=== What is expected ===
Write out the entries exactly, leaving out every picture.

=== Provided entries ===
--------------------

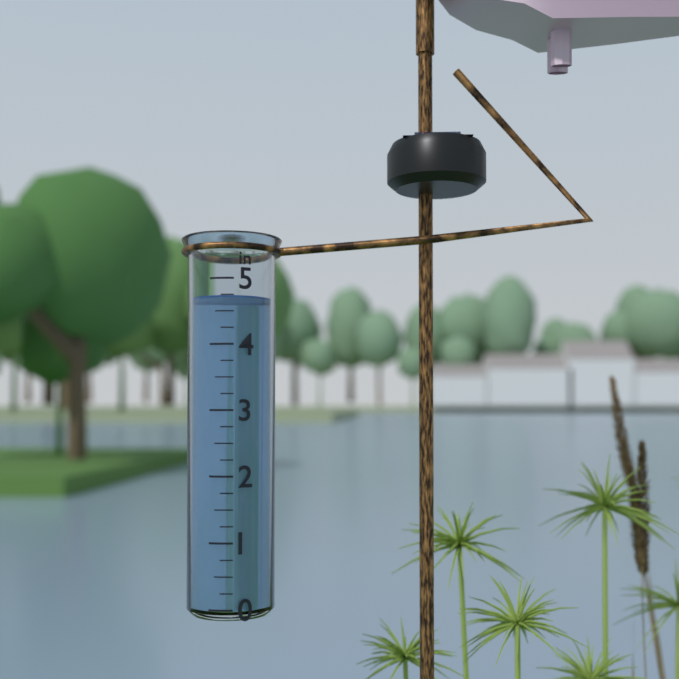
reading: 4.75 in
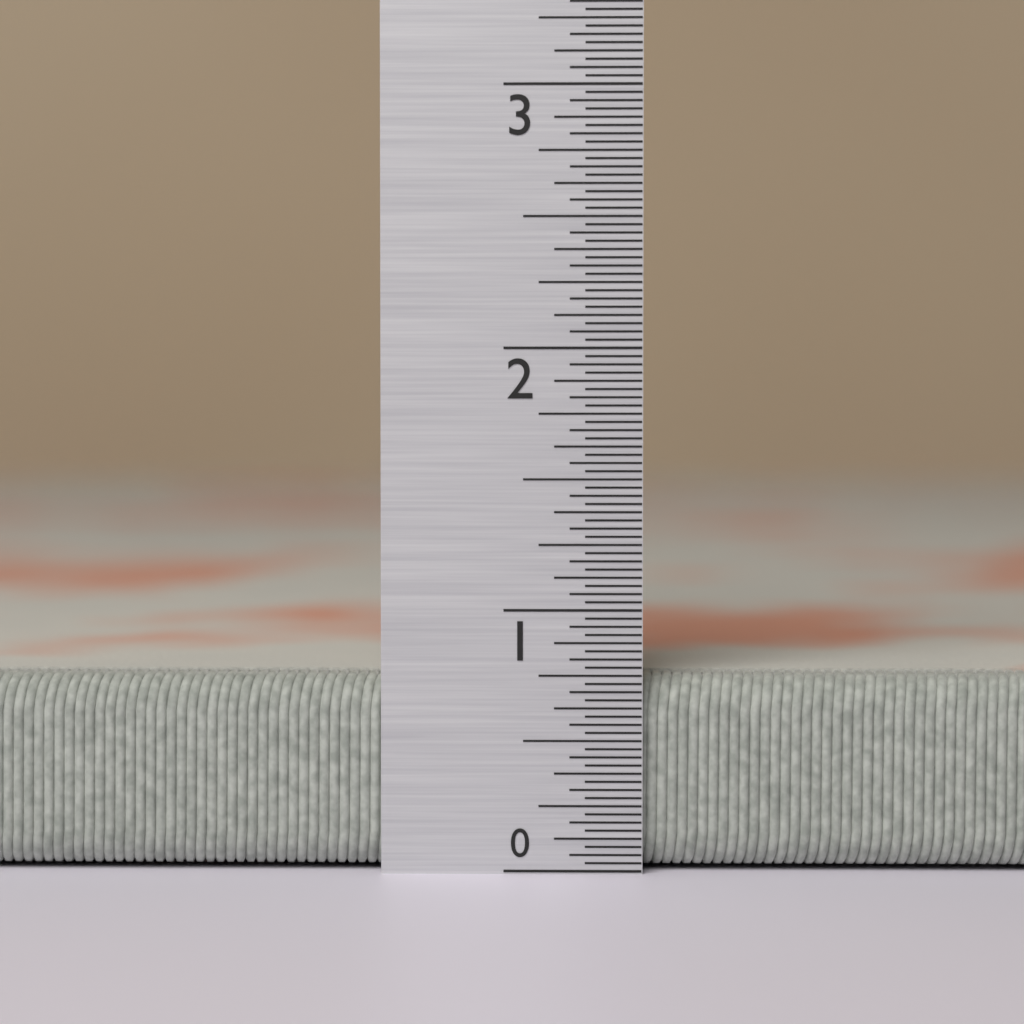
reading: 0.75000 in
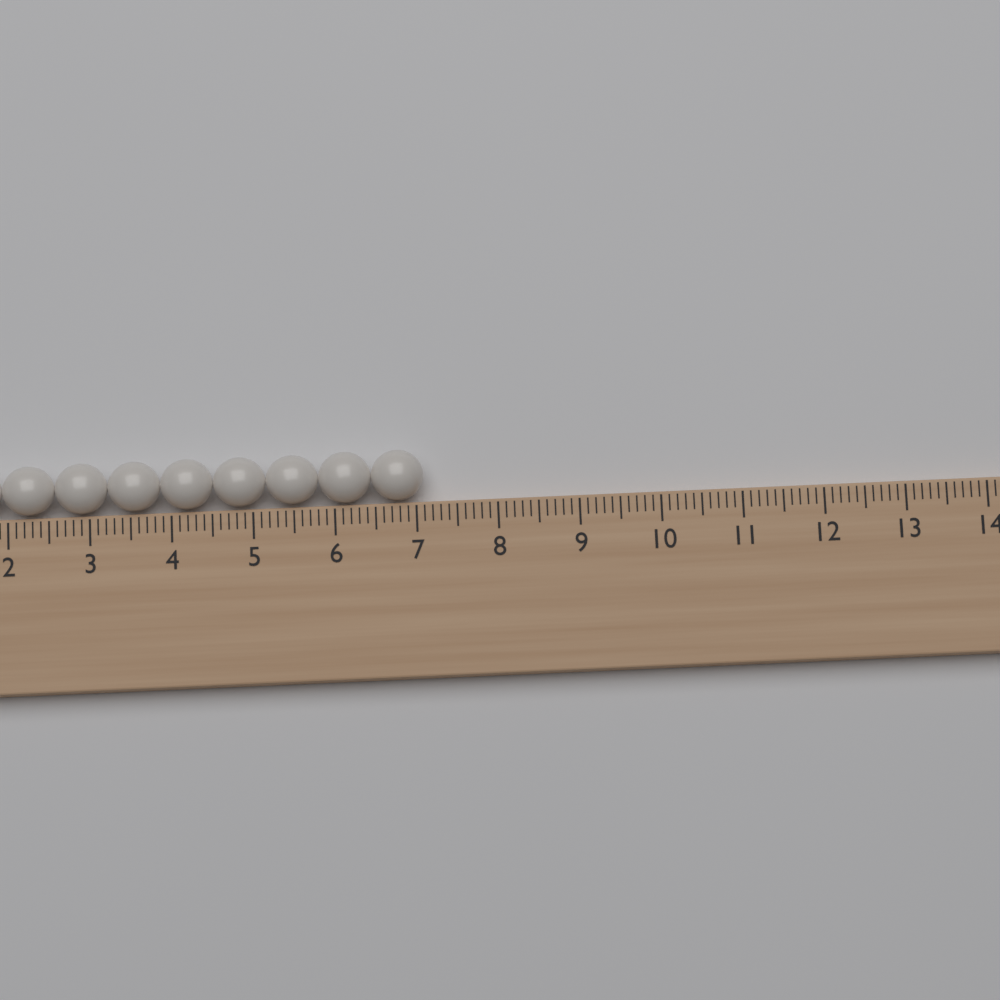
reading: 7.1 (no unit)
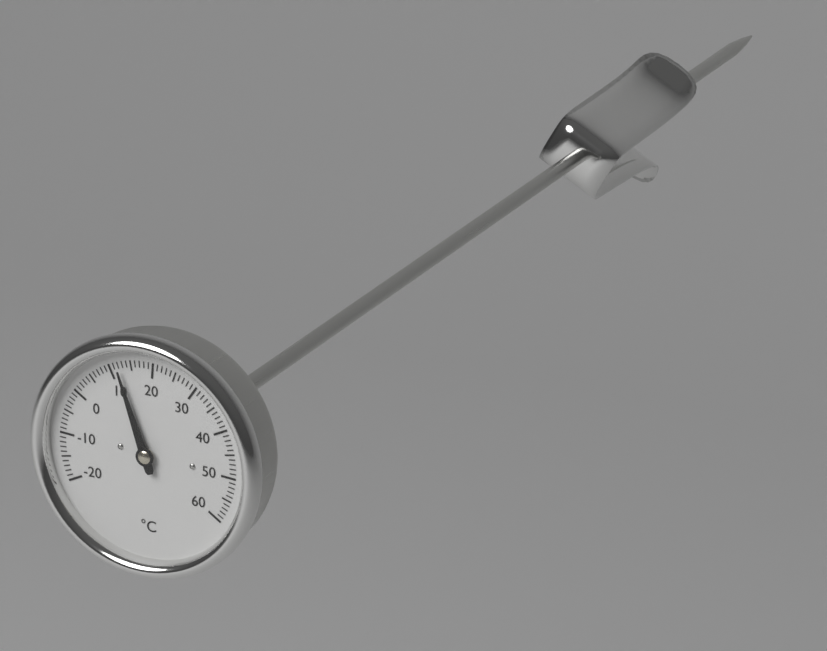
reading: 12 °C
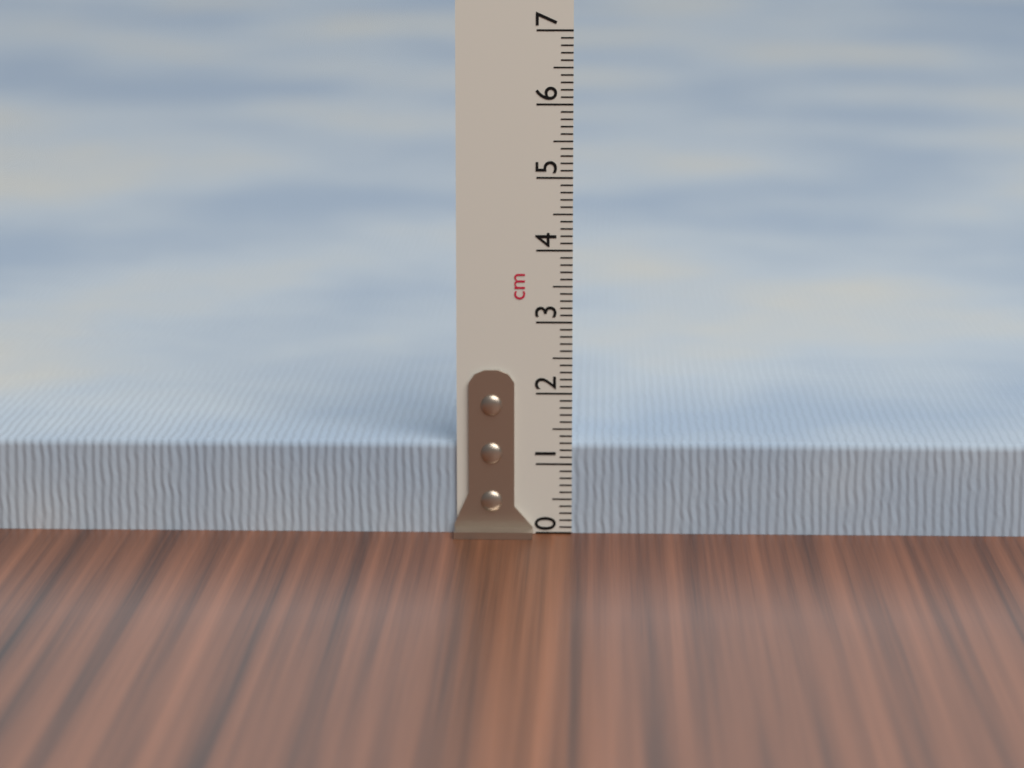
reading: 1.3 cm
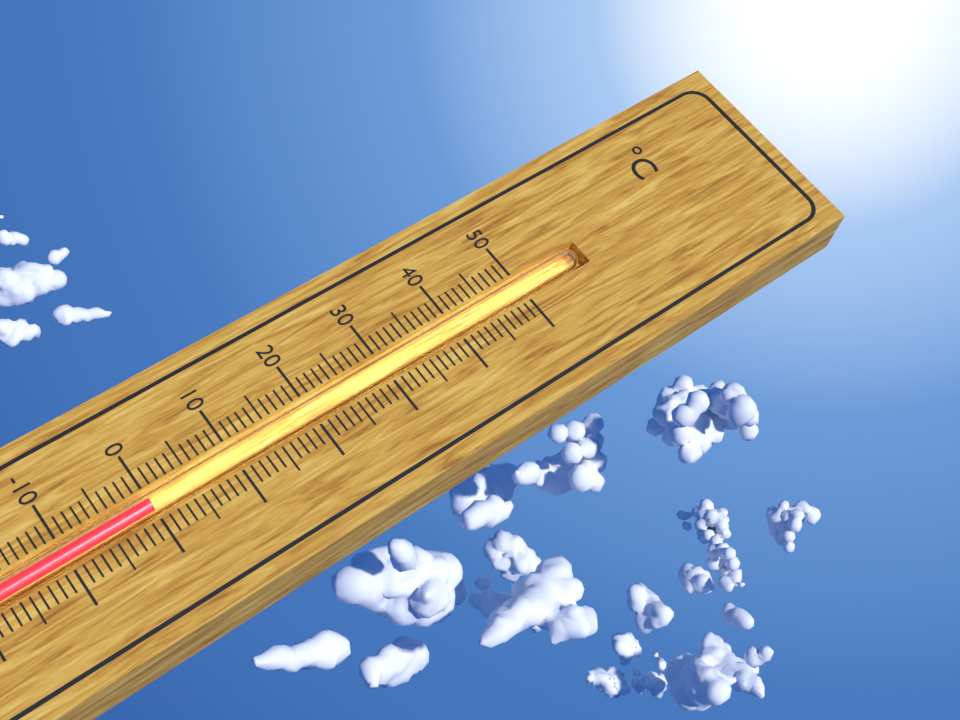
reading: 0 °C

--------------------

=== Response area ===
reading: 4.75 in
reading: 0.75000 in
reading: 7.1 (no unit)
reading: 12 °C
reading: 1.3 cm
reading: 0 °C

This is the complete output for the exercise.